The above generally doesn't apply to legitimate e-mail, but spammers attempt to make it hard for you to distinguish between their messages (spam) and e-mail from legitimate, known sources (not spam) such as your bank, insurance company, on-line retailers, and other companies with whom you do business or from whom you have asked to receive information by e-mail. And, they are constantly changing their methods so they can slip past the latest anti-spam measures. MailWasher Pro can help not only by flagging suspect messages, but by allowing you to preview all messages without fetching any html content from remote web servers and by showing you the real URL destination of the links in any message.
Please do yourself a favor and protect yourself, your computer, your privacy, your identity, and your sanity by learning to identify and avoid possible threats on the internet and by installing and using effective security software on your computer.

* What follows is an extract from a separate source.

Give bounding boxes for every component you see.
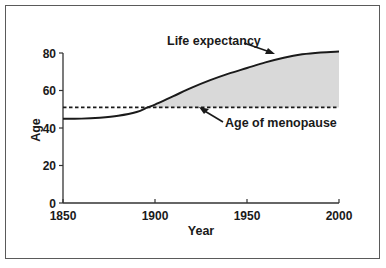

TIP: Cut spam dramatically, if you own a domain name
(from the Firetrust newsletter)
"We've had a number of people writing to us this last month saying they get around 2,000-3,000 emails a day. And you thought you had it bad! Anyway, after speaking to these people it turns out, they own their own domain name, e.g. @company.com. Now spammers have little regard to who they send their spam to, so they will try any address at the domain name you own.
"So, instead of just getting email to their own named email address, they were getting email sent to anyone at the domain name they owned. Eg. If they had an email address bob@company.com they were also receiving email addressed to mary@company.com, simon@company.com, mark@company.com, house@company.com, car@company.com, boat@company.com, anything@company.com, xhfrngy@company.com ... (you get the picture) ...
"Once we told them to call their internet provider and to change their email account from a 'catch-all' account to only getting email addressed to their email address, they experienced a huge reduction in spam.